Vienna, which never accepted him as one of its own, is paying homage to Gustav Mahler. As head of the opera from 1897 to 1907, Mahler had outraged the city by denouncing its traditions as mere laziness. When he was conductor of the Vienna Philharmonic Orchestra, he updated Beethoven’s scores. As a composer, he unsettled audiences with subversive symphonies of painful ambiguity.
Although everyone, from Emperor Franz-Josef down, acknowledged his success in galvanising a stagnant art, Mahler was treated as an outsider and subjected to a barrage of anti-Semitic abuse – the most vicious of its kind until the Hitler era.
When the Austrian left in 1907 to become chief conductor at the Metropolitan Opera and later at the New York Philharmonic, his farewell note was ripped off the notice board and every single one of his productions was dismantled by a malignant successor.
"Sadly, for me, I’m an incorrigible Viennese," he sighed, but the city turned its back on him then and ever after. His music was silenced under Nazism and, while conductors Bruno Walter and Leonard Bernstein brought the symphonies back into play, Vienna never honoured Mahler with statues and street names as it did for Haydn, Mozart, Schubert, Beethoven, Brahms and any number of composers called Strauss.

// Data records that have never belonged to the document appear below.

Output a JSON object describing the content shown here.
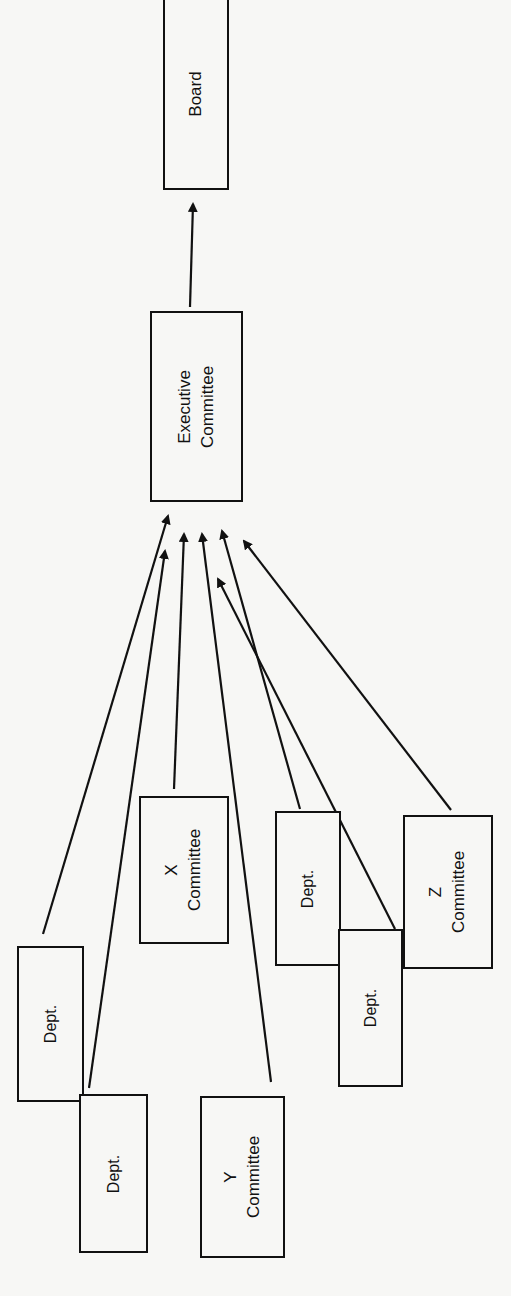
{
  "diagram": {
    "orientation": "rotated 90deg counter-clockwise (text reads bottom-to-top)",
    "nodes": {
      "board": {
        "label": "Board"
      },
      "executive": {
        "line1": "Executive",
        "line2": "Committee"
      },
      "dept_left_top": {
        "label": "Dept."
      },
      "dept_left_bottom": {
        "label": "Dept."
      },
      "x_committee": {
        "line1": "X",
        "line2": "Committee"
      },
      "y_committee": {
        "line1": "Y",
        "line2": "Committee"
      },
      "dept_mid_top": {
        "label": "Dept."
      },
      "dept_mid_bottom": {
        "label": "Dept."
      },
      "z_committee": {
        "line1": "Z",
        "line2": "Committee"
      }
    },
    "edges": [
      {
        "from": "Executive Committee",
        "to": "Board"
      },
      {
        "from": "Dept. (left top)",
        "to": "Executive Committee"
      },
      {
        "from": "Dept. (left bottom)",
        "to": "Executive Committee"
      },
      {
        "from": "X Committee",
        "to": "Executive Committee"
      },
      {
        "from": "Y Committee",
        "to": "Executive Committee"
      },
      {
        "from": "Dept. (middle top)",
        "to": "Executive Committee"
      },
      {
        "from": "Dept. (middle bottom)",
        "to": "Executive Committee"
      },
      {
        "from": "Z Committee",
        "to": "Executive Committee"
      }
    ],
    "colors": {
      "ink": "#111111",
      "paper": "#f7f7f5"
    }
  }
}
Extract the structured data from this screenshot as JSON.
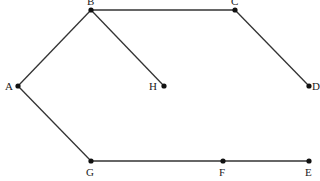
{
  "diagram": {
    "type": "graph",
    "nodes": [
      {
        "id": "A",
        "label": "A",
        "x": 18,
        "y": 86,
        "lx": 5,
        "ly": 90
      },
      {
        "id": "B",
        "label": "B",
        "x": 91,
        "y": 10,
        "lx": 87,
        "ly": 5
      },
      {
        "id": "C",
        "label": "C",
        "x": 235,
        "y": 10,
        "lx": 231,
        "ly": 5
      },
      {
        "id": "D",
        "label": "D",
        "x": 309,
        "y": 86,
        "lx": 312,
        "ly": 90
      },
      {
        "id": "E",
        "label": "E",
        "x": 309,
        "y": 161,
        "lx": 305,
        "ly": 176
      },
      {
        "id": "F",
        "label": "F",
        "x": 223,
        "y": 161,
        "lx": 219,
        "ly": 176
      },
      {
        "id": "G",
        "label": "G",
        "x": 91,
        "y": 161,
        "lx": 86,
        "ly": 176
      },
      {
        "id": "H",
        "label": "H",
        "x": 164,
        "y": 86,
        "lx": 149,
        "ly": 90
      }
    ],
    "edges": [
      {
        "from": "A",
        "to": "B"
      },
      {
        "from": "B",
        "to": "C"
      },
      {
        "from": "C",
        "to": "D"
      },
      {
        "from": "B",
        "to": "H"
      },
      {
        "from": "A",
        "to": "G"
      },
      {
        "from": "G",
        "to": "F"
      },
      {
        "from": "F",
        "to": "E"
      }
    ]
  }
}
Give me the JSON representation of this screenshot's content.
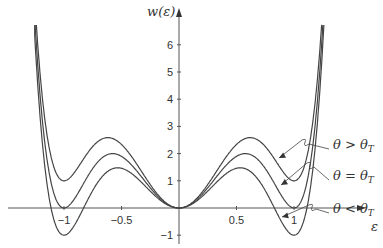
{
  "chart_data": {
    "type": "line",
    "title": "",
    "xlabel": "ε",
    "ylabel": "w(ε)",
    "xlim": [
      -1.3,
      1.4
    ],
    "ylim": [
      -1.2,
      6.8
    ],
    "x_ticks": [
      "-1",
      "-0.5",
      "0.5",
      "1"
    ],
    "y_ticks": [
      "-1",
      "1",
      "2",
      "3",
      "4",
      "5",
      "6"
    ],
    "grid": false,
    "series": [
      {
        "name": "θ > θT",
        "label_main": "θ > θ",
        "label_sub": "T",
        "shift": 1,
        "minimum_at_pm1": 1,
        "peak": 2.6
      },
      {
        "name": "θ = θT",
        "label_main": "θ = θ",
        "label_sub": "T",
        "shift": 0,
        "minimum_at_pm1": 0,
        "peak": 2.0
      },
      {
        "name": "θ < θT",
        "label_main": "θ < θ",
        "label_sub": "T",
        "shift": -1,
        "minimum_at_pm1": -1,
        "peak": 1.45
      }
    ],
    "points_sampled": {
      "x": [
        -1.25,
        -1.0,
        -0.58,
        0,
        0.58,
        1.0,
        1.25
      ],
      "θ > θT": [
        6.9,
        1.0,
        2.6,
        0,
        2.6,
        1.0,
        6.9
      ],
      "θ = θT": [
        6.7,
        0.0,
        2.0,
        0,
        2.0,
        0.0,
        6.7
      ],
      "θ < θT": [
        6.5,
        -1.0,
        1.45,
        0,
        1.45,
        -1.0,
        6.5
      ]
    }
  },
  "labels": {
    "ylabel": "w(ε)",
    "xlabel": "ε"
  }
}
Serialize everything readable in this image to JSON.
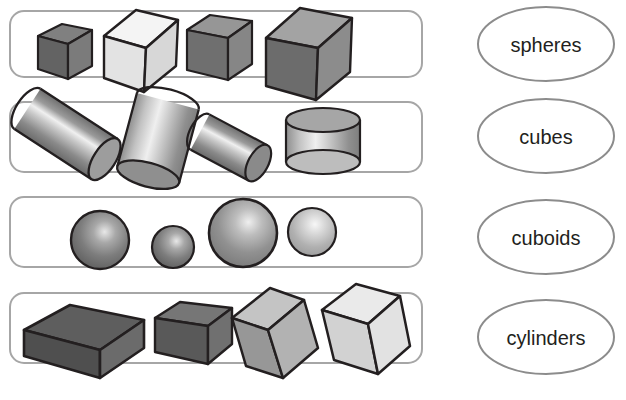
{
  "page": {
    "background_color": "#ffffff",
    "width": 626,
    "height": 400
  },
  "style": {
    "box_stroke": "#a6a6a6",
    "ellipse_stroke": "#8c8c8c",
    "outline": "#231f20",
    "text_color": "#231f20"
  },
  "groups": [
    {
      "id": "group-cubes",
      "shape_kind": "cube",
      "count": 4,
      "box": {
        "x": 10,
        "y": 11,
        "w": 412,
        "h": 66,
        "r": 14
      },
      "items": [
        {
          "name": "cube-small-dark",
          "size": "small",
          "tone": "dark",
          "top_color": "#808080",
          "left_color": "#595959",
          "right_color": "#737373"
        },
        {
          "name": "cube-large-white",
          "size": "large",
          "tone": "white",
          "top_color": "#f2f2f2",
          "left_color": "#e0e0e0",
          "right_color": "#d9d9d9"
        },
        {
          "name": "cube-medium-gray",
          "size": "medium",
          "tone": "gray",
          "top_color": "#949494",
          "left_color": "#6e6e6e",
          "right_color": "#858585"
        },
        {
          "name": "cube-xlarge-gray",
          "size": "x-large",
          "tone": "gray",
          "top_color": "#a1a1a1",
          "left_color": "#6b6b6b",
          "right_color": "#8a8a8a"
        }
      ]
    },
    {
      "id": "group-cylinders",
      "shape_kind": "cylinder",
      "count": 4,
      "box": {
        "x": 10,
        "y": 102,
        "w": 412,
        "h": 70,
        "r": 14
      },
      "items": [
        {
          "name": "cylinder-tilted-left",
          "orientation": "tilted-right-down",
          "size": "large"
        },
        {
          "name": "cylinder-tilted-upright",
          "orientation": "tilted-left",
          "size": "large"
        },
        {
          "name": "cylinder-tilted-short",
          "orientation": "tilted-right-down",
          "size": "small"
        },
        {
          "name": "cylinder-upright-wide",
          "orientation": "upright",
          "size": "wide-short"
        }
      ]
    },
    {
      "id": "group-spheres",
      "shape_kind": "sphere",
      "count": 4,
      "box": {
        "x": 10,
        "y": 197,
        "w": 412,
        "h": 70,
        "r": 14
      },
      "items": [
        {
          "name": "sphere-large-dark",
          "cx": 100,
          "cy": 240,
          "r": 29,
          "tone": "dark"
        },
        {
          "name": "sphere-small-dark",
          "cx": 173,
          "cy": 247,
          "r": 21,
          "tone": "dark"
        },
        {
          "name": "sphere-xlarge-gray",
          "cx": 243,
          "cy": 233,
          "r": 34,
          "tone": "gray"
        },
        {
          "name": "sphere-medium-light",
          "cx": 312,
          "cy": 232,
          "r": 24,
          "tone": "light"
        }
      ]
    },
    {
      "id": "group-cuboids",
      "shape_kind": "cuboid",
      "count": 4,
      "box": {
        "x": 10,
        "y": 293,
        "w": 412,
        "h": 70,
        "r": 14
      },
      "items": [
        {
          "name": "cuboid-large-dark",
          "tone": "dark",
          "orientation": "flat-wide"
        },
        {
          "name": "cuboid-medium-dark",
          "tone": "dark",
          "orientation": "flat-short"
        },
        {
          "name": "cuboid-tall-gray",
          "tone": "gray",
          "orientation": "tilted-upright"
        },
        {
          "name": "cuboid-tall-light",
          "tone": "light",
          "orientation": "tilted-upright"
        }
      ]
    }
  ],
  "labels": [
    {
      "id": "label-spheres",
      "text": "spheres",
      "cx": 546,
      "cy": 44,
      "rx": 68,
      "ry": 37
    },
    {
      "id": "label-cubes",
      "text": "cubes",
      "cx": 546,
      "cy": 136,
      "rx": 68,
      "ry": 37
    },
    {
      "id": "label-cuboids",
      "text": "cuboids",
      "cx": 546,
      "cy": 237,
      "rx": 68,
      "ry": 37
    },
    {
      "id": "label-cylinders",
      "text": "cylinders",
      "cx": 546,
      "cy": 337,
      "rx": 68,
      "ry": 37
    }
  ]
}
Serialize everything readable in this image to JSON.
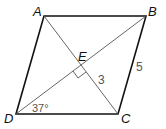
{
  "diagram": {
    "type": "rhombus-geometry",
    "vertices": {
      "A": {
        "label": "A",
        "x": 44,
        "y": 16
      },
      "B": {
        "label": "B",
        "x": 146,
        "y": 16
      },
      "C": {
        "label": "C",
        "x": 118,
        "y": 114
      },
      "D": {
        "label": "D",
        "x": 16,
        "y": 114
      },
      "E": {
        "label": "E",
        "x": 81,
        "y": 65
      }
    },
    "measurements": {
      "ce_length": "3",
      "bc_length": "5",
      "angle_d": "37°"
    },
    "colors": {
      "edge": "#111111",
      "diagonal": "#555555",
      "measure_text": "#555555",
      "vertex_text": "#111111"
    }
  }
}
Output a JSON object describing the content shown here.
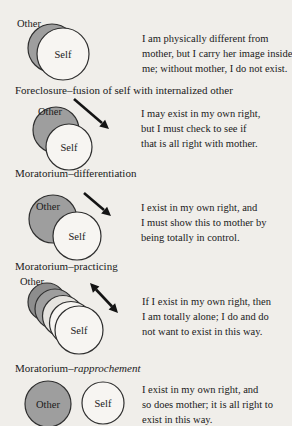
{
  "figure": {
    "sections": [
      {
        "name": "foreclosure",
        "diagram": {
          "other_label": "Other",
          "self_label": "Self"
        },
        "caption_lines": [
          "I am physically different from",
          "mother, but I carry her image inside",
          "me; without mother, I do not exist."
        ],
        "heading": "Foreclosure–fusion of self with internalized other"
      },
      {
        "name": "moratorium-differentiation",
        "diagram": {
          "other_label": "Other",
          "self_label": "Self"
        },
        "caption_lines": [
          "I may exist in my own right,",
          "but I must check to see if",
          "that is all right with mother."
        ],
        "heading": "Moratorium–differentiation"
      },
      {
        "name": "moratorium-practicing",
        "diagram": {
          "other_label": "Other",
          "self_label": "Self"
        },
        "caption_lines": [
          "I exist in my own right, and",
          "I must show this to mother by",
          "being totally in control."
        ],
        "heading": "Moratorium–practicing"
      },
      {
        "name": "moratorium-rapprochement",
        "diagram": {
          "other_label": "Other",
          "self_label": "Self"
        },
        "caption_lines": [
          "If I exist in my own right, then",
          "I am totally alone; I do and do",
          "not want to exist in this way."
        ],
        "heading_prefix": "Moratorium–",
        "heading_italic": "rapprochement"
      },
      {
        "name": "resolution",
        "diagram": {
          "other_label": "Other",
          "self_label": "Self"
        },
        "caption_lines": [
          "I exist in my own right, and",
          "so does mother; it is all right to",
          "exist in this way."
        ]
      }
    ]
  },
  "colors": {
    "background": "#f0eeea",
    "circle_shaded": "#9e9e9e",
    "circle_shaded_dark": "#8d8d8d",
    "circle_light": "#f7f5f2",
    "circle_light_dim": "#e6e4e0",
    "outline": "#2f2f2f",
    "arrow": "#141414",
    "text": "#1a1a1a"
  }
}
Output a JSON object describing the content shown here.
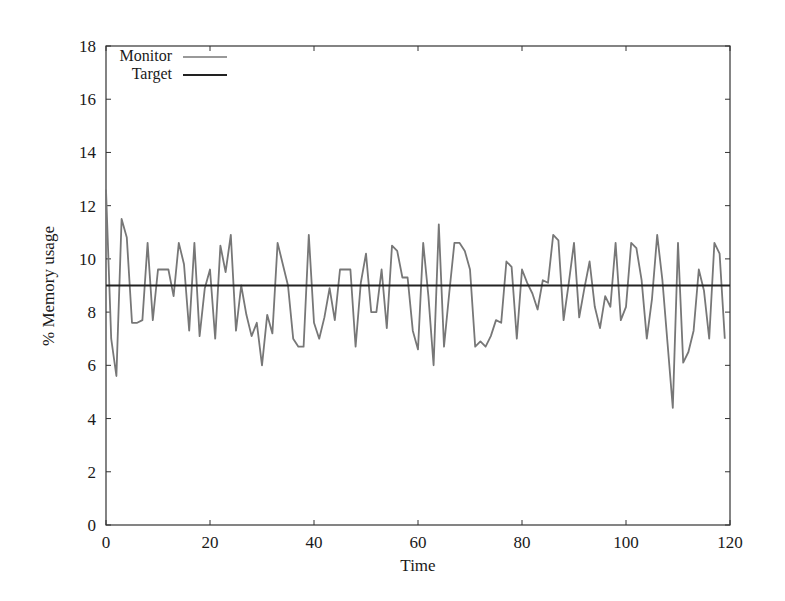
{
  "chart_data": {
    "type": "line",
    "title": "",
    "xlabel": "Time",
    "ylabel": "% Memory usage",
    "xlim": [
      0,
      120
    ],
    "ylim": [
      0,
      18
    ],
    "xticks": [
      0,
      20,
      40,
      60,
      80,
      100,
      120
    ],
    "yticks": [
      0,
      2,
      4,
      6,
      8,
      10,
      12,
      14,
      16,
      18
    ],
    "grid": false,
    "legend_position": "top-left",
    "series": [
      {
        "name": "Monitor",
        "color": "#777777",
        "x": [
          0,
          1,
          2,
          3,
          4,
          5,
          6,
          7,
          8,
          9,
          10,
          11,
          12,
          13,
          14,
          15,
          16,
          17,
          18,
          19,
          20,
          21,
          22,
          23,
          24,
          25,
          26,
          27,
          28,
          29,
          30,
          31,
          32,
          33,
          34,
          35,
          36,
          37,
          38,
          39,
          40,
          41,
          42,
          43,
          44,
          45,
          46,
          47,
          48,
          49,
          50,
          51,
          52,
          53,
          54,
          55,
          56,
          57,
          58,
          59,
          60,
          61,
          62,
          63,
          64,
          65,
          66,
          67,
          68,
          69,
          70,
          71,
          72,
          73,
          74,
          75,
          76,
          77,
          78,
          79,
          80,
          81,
          82,
          83,
          84,
          85,
          86,
          87,
          88,
          89,
          90,
          91,
          92,
          93,
          94,
          95,
          96,
          97,
          98,
          99,
          100,
          101,
          102,
          103,
          104,
          105,
          106,
          107,
          108,
          109,
          110,
          111,
          112,
          113,
          114,
          115,
          116,
          117,
          118,
          119
        ],
        "values": [
          12.6,
          7.0,
          5.6,
          11.5,
          10.8,
          7.6,
          7.6,
          7.7,
          10.6,
          7.7,
          9.6,
          9.6,
          9.6,
          8.6,
          10.6,
          9.8,
          7.3,
          10.6,
          7.1,
          8.9,
          9.6,
          7.0,
          10.5,
          9.5,
          10.9,
          7.3,
          9.0,
          7.9,
          7.1,
          7.6,
          6.0,
          7.9,
          7.2,
          10.6,
          9.8,
          9.0,
          7.0,
          6.7,
          6.7,
          10.9,
          7.6,
          7.0,
          7.8,
          8.9,
          7.7,
          9.6,
          9.6,
          9.6,
          6.7,
          9.1,
          10.2,
          8.0,
          8.0,
          9.6,
          7.4,
          10.5,
          10.3,
          9.3,
          9.3,
          7.3,
          6.6,
          10.6,
          8.6,
          6.0,
          11.3,
          6.7,
          8.7,
          10.6,
          10.6,
          10.3,
          9.6,
          6.7,
          6.9,
          6.7,
          7.1,
          7.7,
          7.6,
          9.9,
          9.7,
          7.0,
          9.6,
          9.1,
          8.7,
          8.1,
          9.2,
          9.1,
          10.9,
          10.7,
          7.7,
          9.1,
          10.6,
          7.8,
          8.9,
          9.9,
          8.2,
          7.4,
          8.6,
          8.2,
          10.6,
          7.7,
          8.2,
          10.6,
          10.4,
          9.2,
          7.0,
          8.5,
          10.9,
          9.2,
          6.8,
          4.4,
          10.6,
          6.1,
          6.5,
          7.3,
          9.6,
          8.8,
          7.0,
          10.6,
          10.2,
          7.0
        ]
      },
      {
        "name": "Target",
        "color": "#222222",
        "x": [
          0,
          120
        ],
        "values": [
          9,
          9
        ]
      }
    ]
  },
  "legend": {
    "items": [
      {
        "label": "Monitor",
        "color": "#777777"
      },
      {
        "label": "Target",
        "color": "#222222"
      }
    ]
  },
  "axes": {
    "x_label": "Time",
    "y_label": "% Memory usage",
    "x_tick_labels": [
      "0",
      "20",
      "40",
      "60",
      "80",
      "100",
      "120"
    ],
    "y_tick_labels": [
      "0",
      "2",
      "4",
      "6",
      "8",
      "10",
      "12",
      "14",
      "16",
      "18"
    ]
  }
}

But a city that markets musical tradition as a tourist magnet is having to acknowledge Mahler as a modern phenomenon, the fastest-selling symphony composer in the United States, much of Europe and the Far East. Without admitting it was wrong about Mahler, Vienna in an anniversary double year – the 150th of his birth in July 1860 and the centenary of his death in May 1911 – is working hard to adjust its attitudes.
An exhibition titled Gustav Mahler and Vienna, newly opened at the Theatre Museum, goes a long way towards setting the record straight about the edgy genius and the art he renewed.
Mahler came to Vienna as a student of 15 in 1875, left after six years to work his way up the conducting hierarchy and returned at 36 as director of an imperial opera house that matched architectural grandeur with archaic habits.
Mahler in the Vienna Opera was, as the exhibition declares, Der Gesamtkuenstler – the complete artist, a composite of creative musician and chief executive officer: director of the house, principal conductor and head of stage production.
Working with Alfred Roller, a member of Gustav Klimt’s Secessionist movement, Mahler gave colour and light equal weight with music and words in the staging of an opera. In Tristan and Isolde, the backdrop turned imperceptibly from yellow to purple as the day waned and the music developed. The Ring cycle was cleared of Wagner’s dowdy clutter and Mozart operas were presented in lucid Italian sunlight.
To see Mahler’s sets and costumes is to witness an art in revolution. Mahler, say curators Reinhold Kubik and Thomas Trabitsch, established modern standards in the performance of opera and the methods that uphold them.
A slew of foul reviews in the Viennese press is counterpointed by video testimony from a dozen leading conductors on how Mahler changed their lives. The show omits Mahler’s impact on America and the activities of his adulterous wife, Alma, but the detail is telling. The shirt that Mahler wore on his deathbed was made in New York (by James McCreery & Co) and Alma’s absence from funeral photographs speaks volumes.
Vienna’s three orchestras – the Philharmonic, Symphony and Tonkuenstler – have scheduled copious Mahler concerts in the coming two years and further exhibitions are planned at the Opera, the Musikverein and the Arnold Schoenberg Centre.
A perceptual shift is taking place in Vienna and the responses to Mahler are no longer casually dismissive. Yet the man who wanly declared himself "three times homeless" still lacks a public monument in the city he dragged into the modern age.